## What you have to do
The answer should hold every line of the listing, unchanged and free of images.

╔══

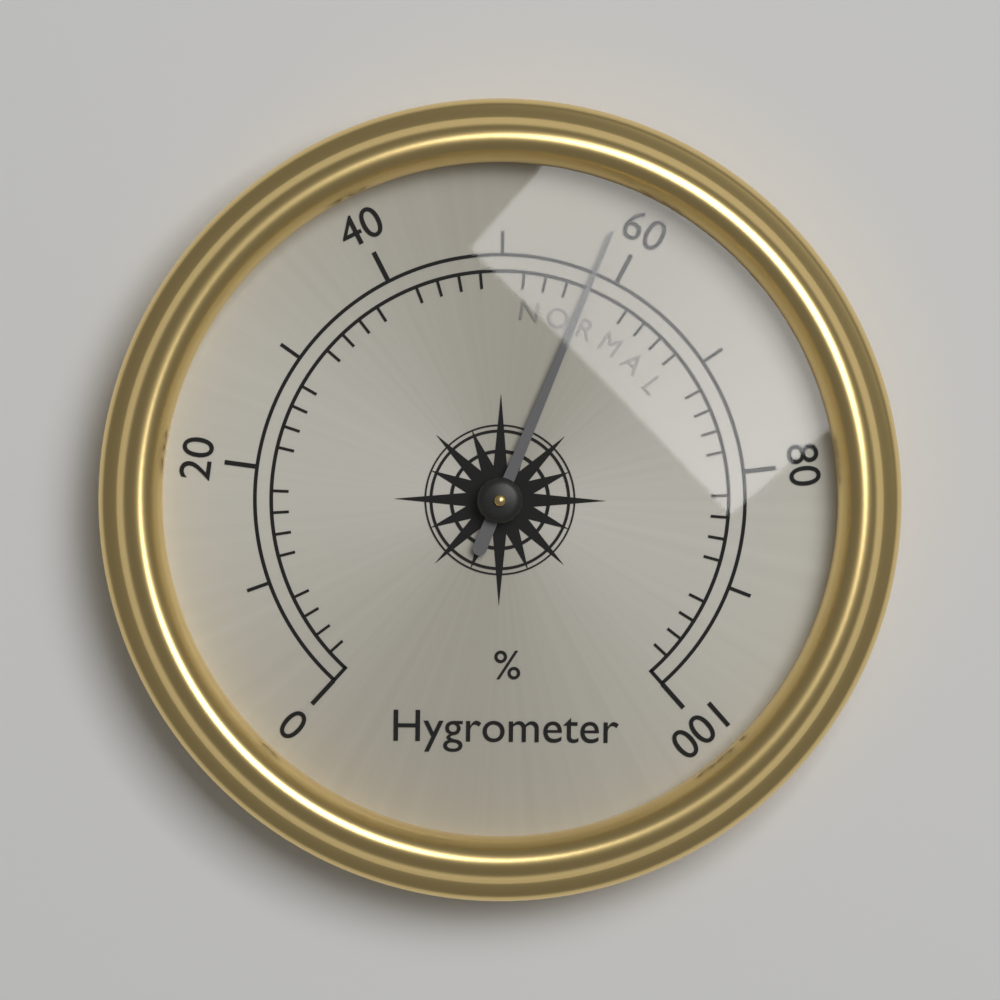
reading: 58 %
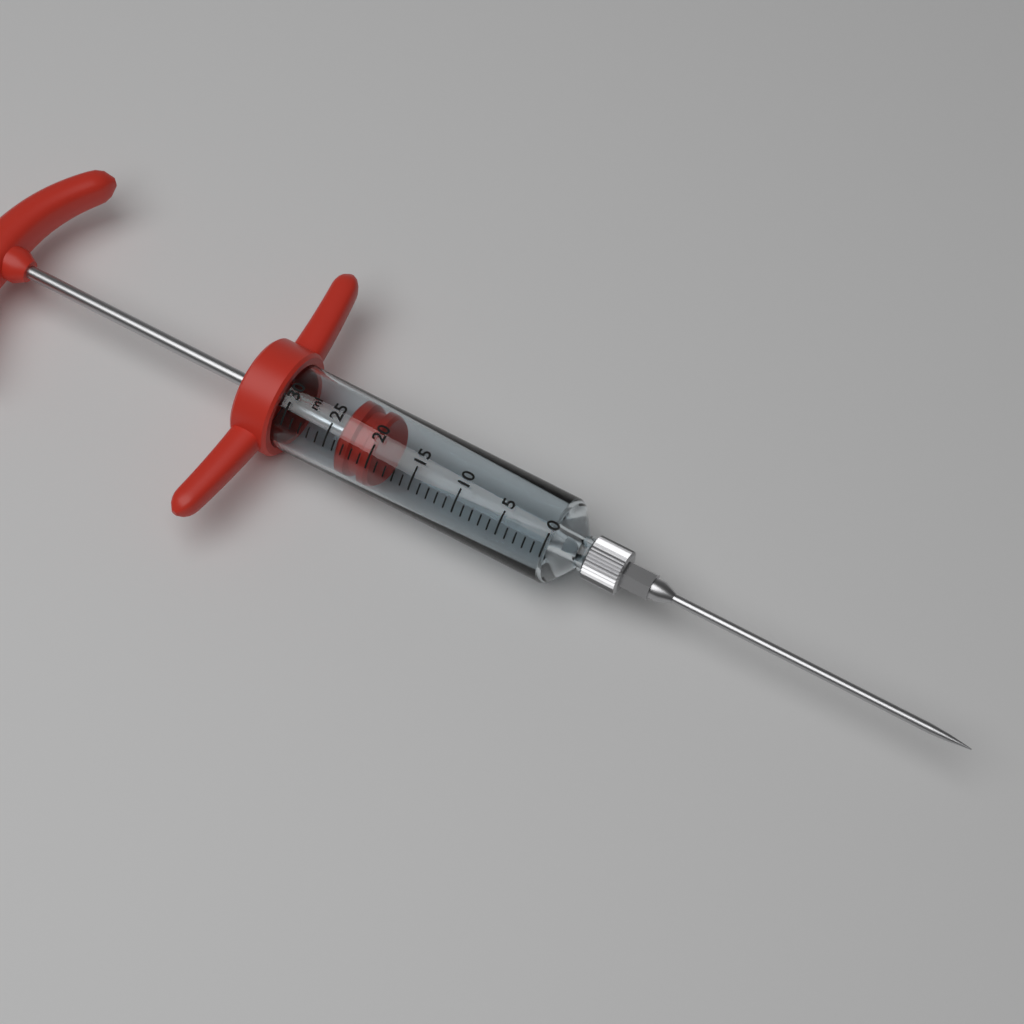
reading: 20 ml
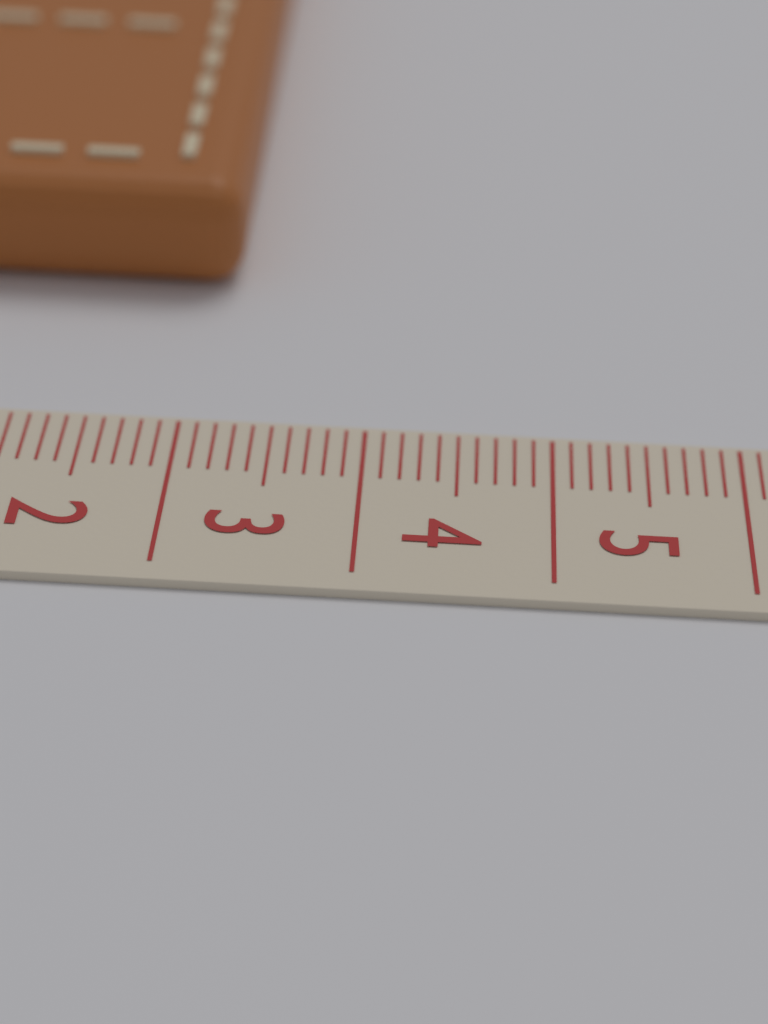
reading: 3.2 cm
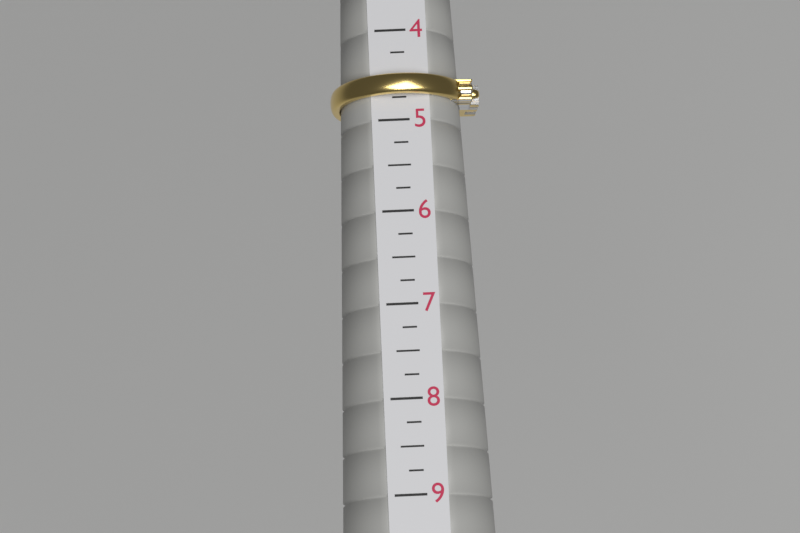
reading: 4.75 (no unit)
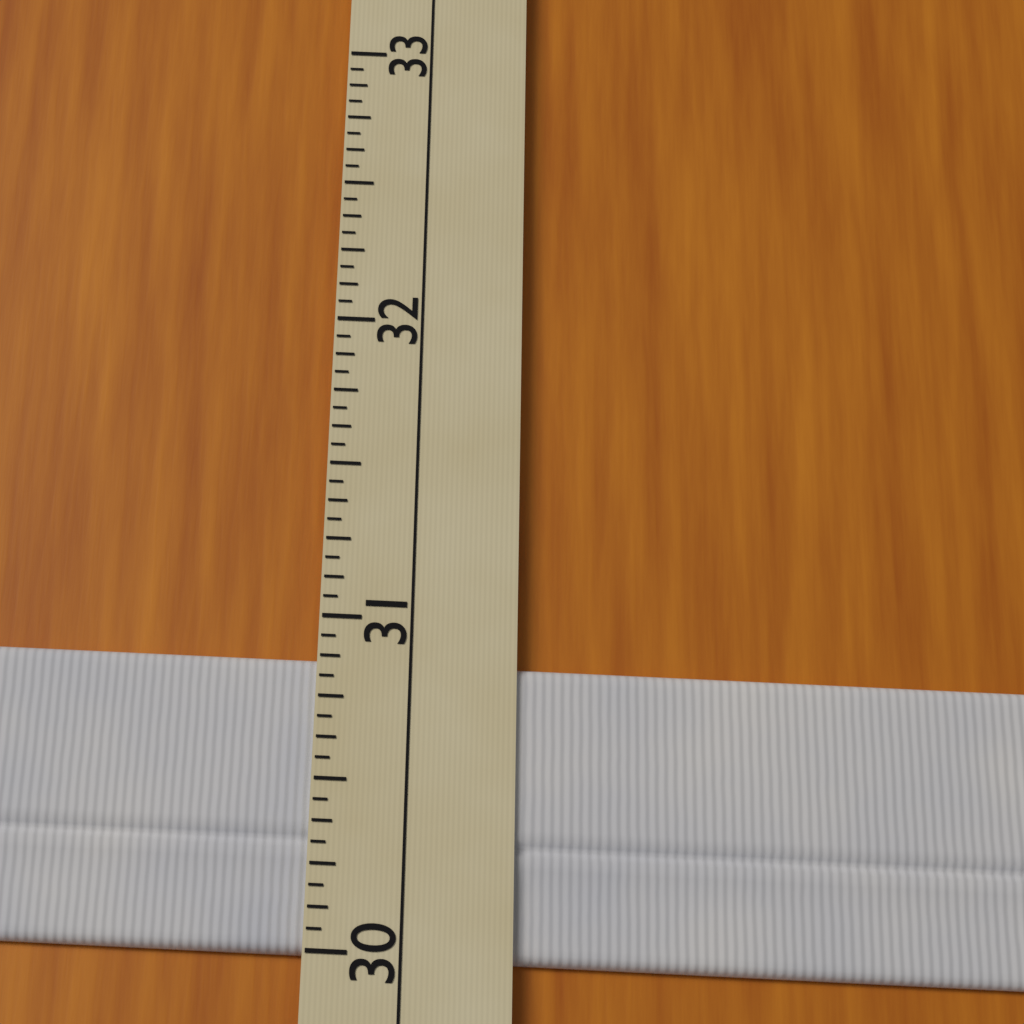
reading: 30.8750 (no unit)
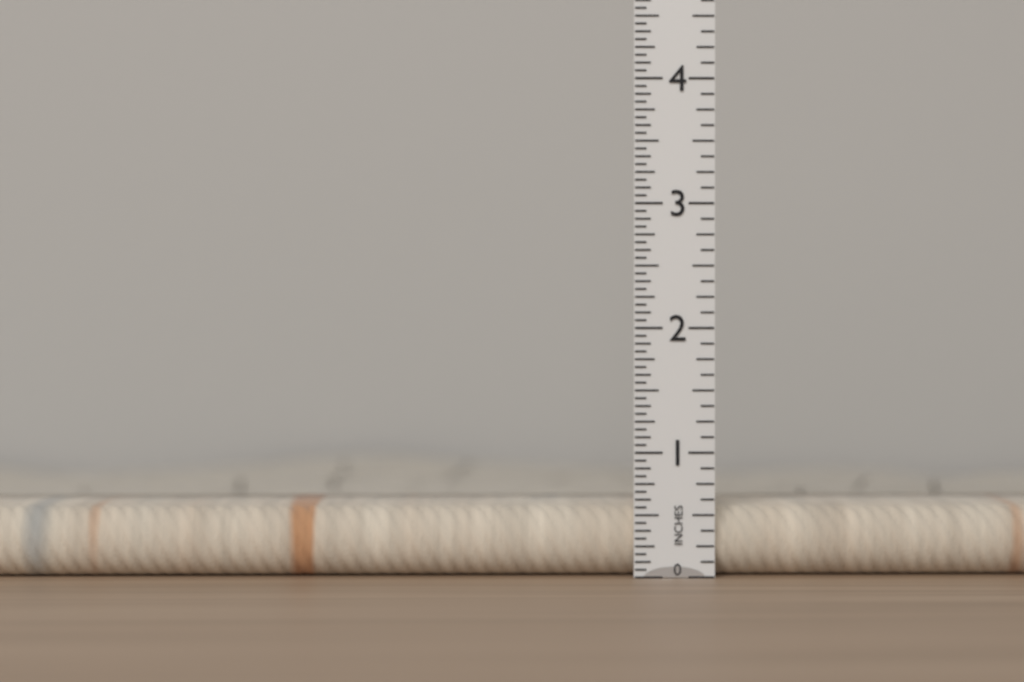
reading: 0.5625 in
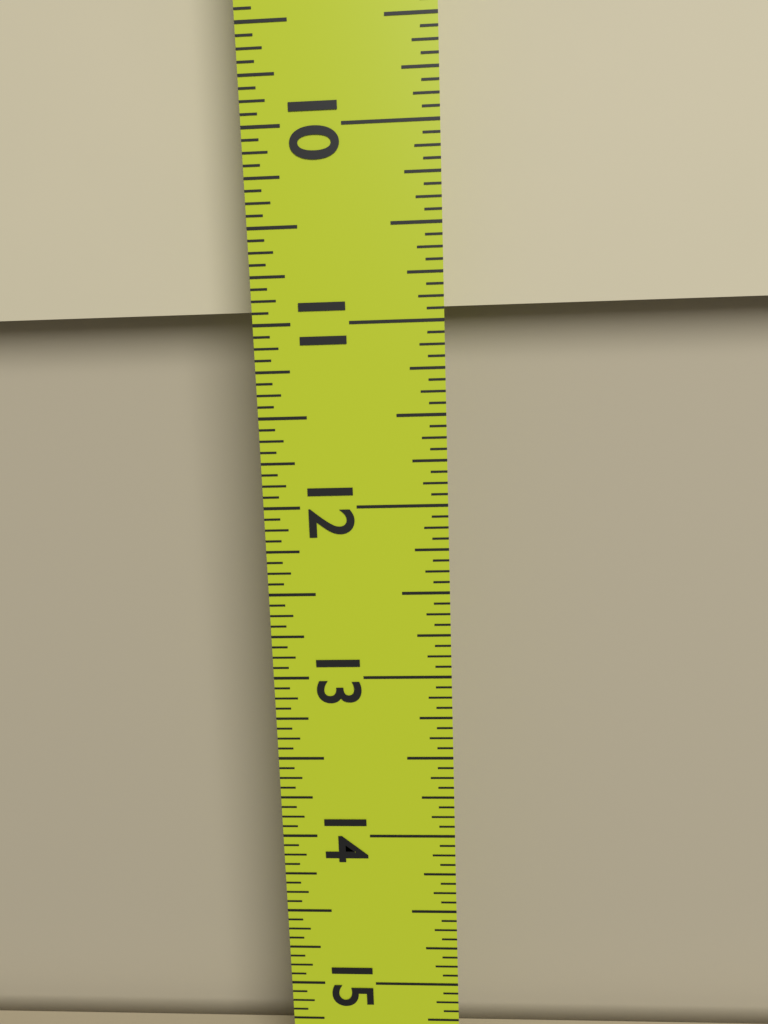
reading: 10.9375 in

╚══

## Task result
reading: 58 %
reading: 20 ml
reading: 3.2 cm
reading: 4.75 (no unit)
reading: 30.8750 (no unit)
reading: 0.5625 in
reading: 10.9375 in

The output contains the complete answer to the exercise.